LIMA - After spending months in a hospital's intensive care unit four years ago to treat her incurable and debilitating illness, Ana Estrada decided that at some point she would want to die before it got worse.
Estrada, 43, is bed-ridden with a condition that has atrophied her muscles since puberty. She does not want to commit suicide and her body is already very weak.
But under Peruvian law it would be a crime to help her die. Both assisted suicide and the act of killing a terminally-ill patient, called "compassionate murder," are punished with prison time.
Now Estrada is suing the state, hoping a judge will let her die, what she calls "death with dignity."
"I contemplated doing it illegally," Estrada told Reuters on Friday from her bed, where she was helped by a nurse.
"But there was risk ... because I cannot let someone help me die. I cannot ask a relative to commit a crime."
In this deeply Catholic country, where abortion and gay marriage remain illegal, Estrada and her lawyers see the fight to allow her to die as a first step to legalise euthanasia in Peru. The battle to die, Estrada said, has energised her life.
Euthanasia is not allowed in many countries, and the Catholic Church remains a staunch opponent. In Latin America, Colombia has allowed it under certain conditions.
Estrada has lived since her teenage years with polymyositis, an inflammatory disease that atrophies her muscles and has no cure. She is bed-ridden and breathes most of the time through a ventilator, so her voice is reduced to a whisper.
Lawyers from Peru's public ombudsman's office have taken up Estrada's case, arguing that not letting her choose to die is unconstitutional, violating her right to live with dignity. A constitutional court will now examine her case, which was filed last week.
[[nid:450615]]
"We mould the stories of our lives with our decisions, and it does not make sense that in the last chapter of our life we are not allowed to make the decision (to die)," Peru's public ombudsman Walter Gutierrez said at a press conference on Friday.
Estrada's case gained prominence from a blog where she wrote about her illness, which she typed out slowly, letter by letter as her muscles lost strength. She is not getting better and most of the time cannot speak.
She does not know when she will want to die, only that her condition will keep worsening and she would like to end her life when she can no longer bear it.
"Why death with dignity? Because I want to avoid the suffering," Estrada said. "But most of all because this is about how I live my life, about liberty. I do not feel free right now. I don't have the freedom to choose over my own body."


■ **Task to carry out**:
Print out each entry below in full, exactly as given, excluding pictures.

■ **Data records**:
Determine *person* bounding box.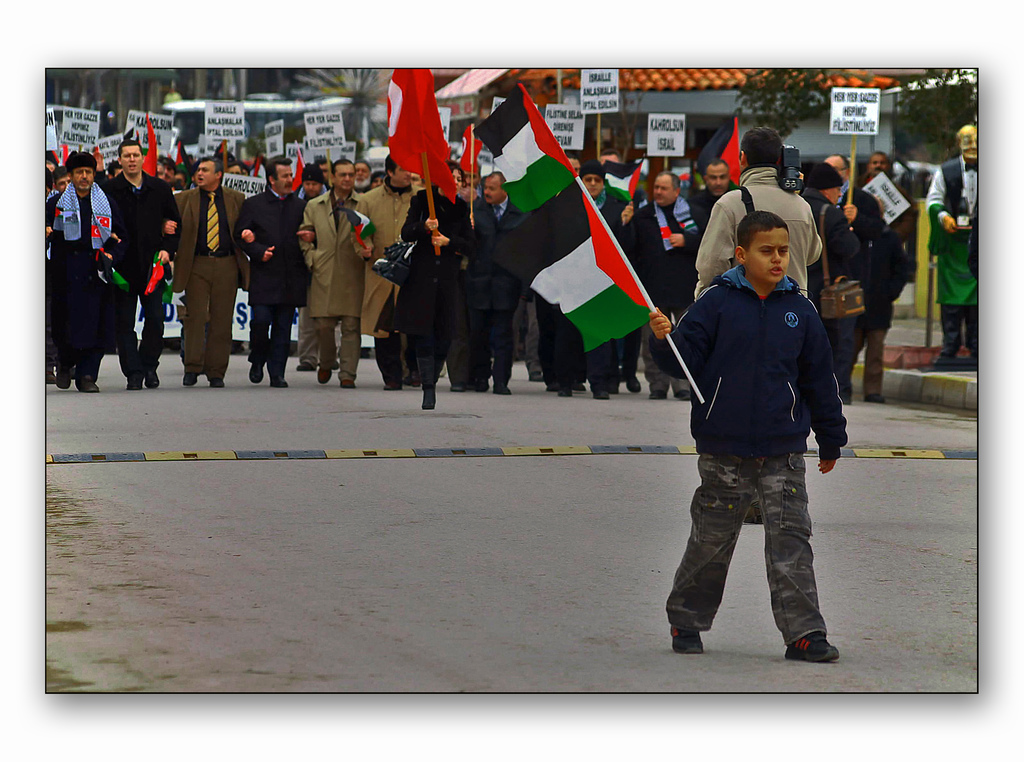
Determined: (851, 150, 916, 403).
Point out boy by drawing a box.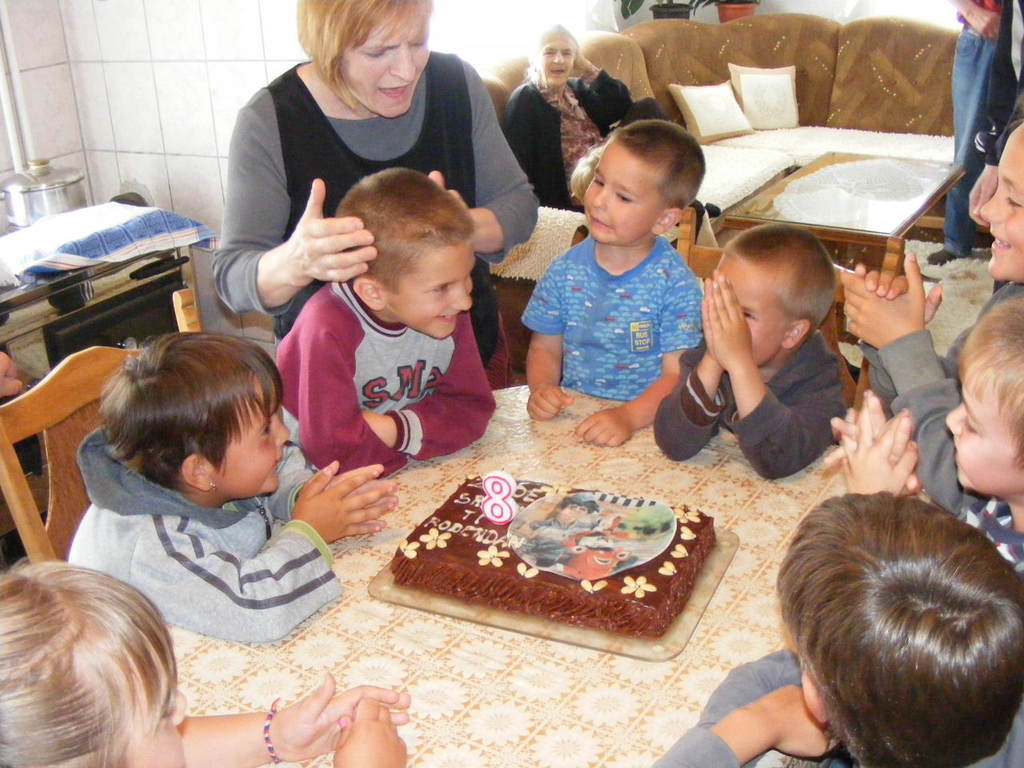
654 490 1023 767.
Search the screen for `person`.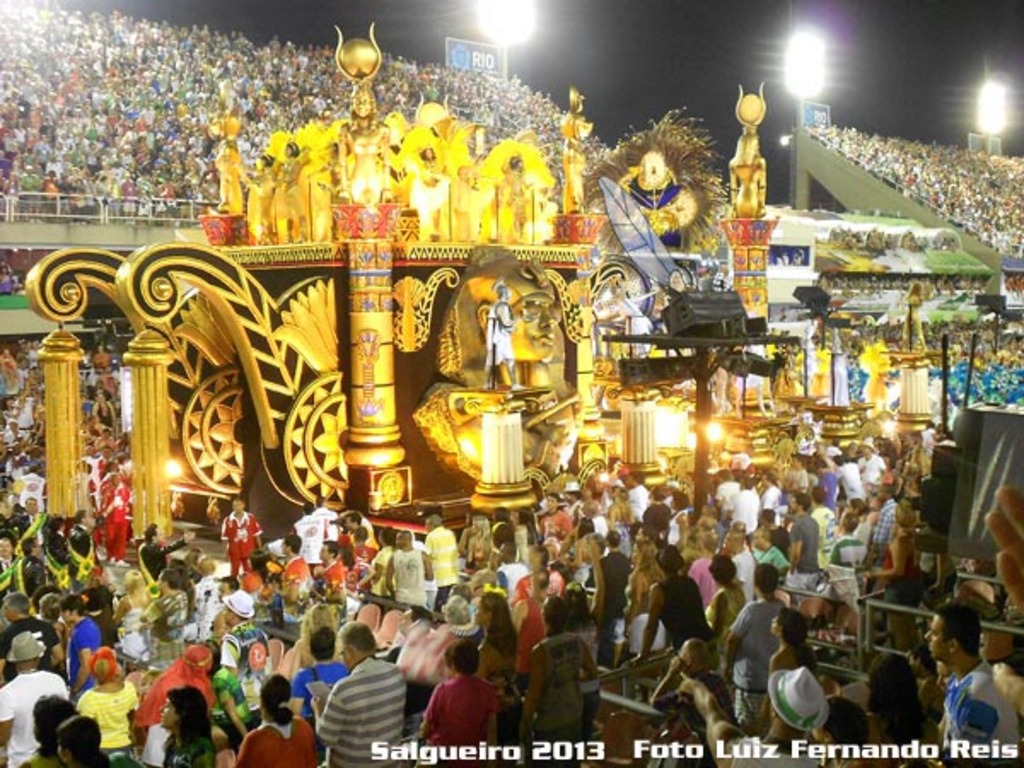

■ **Response to the exercise**:
Determine *person* bounding box.
Determined: (851, 150, 916, 403).
Point out boy by drawing a box.
654 490 1023 767.
Search the screen for `person`.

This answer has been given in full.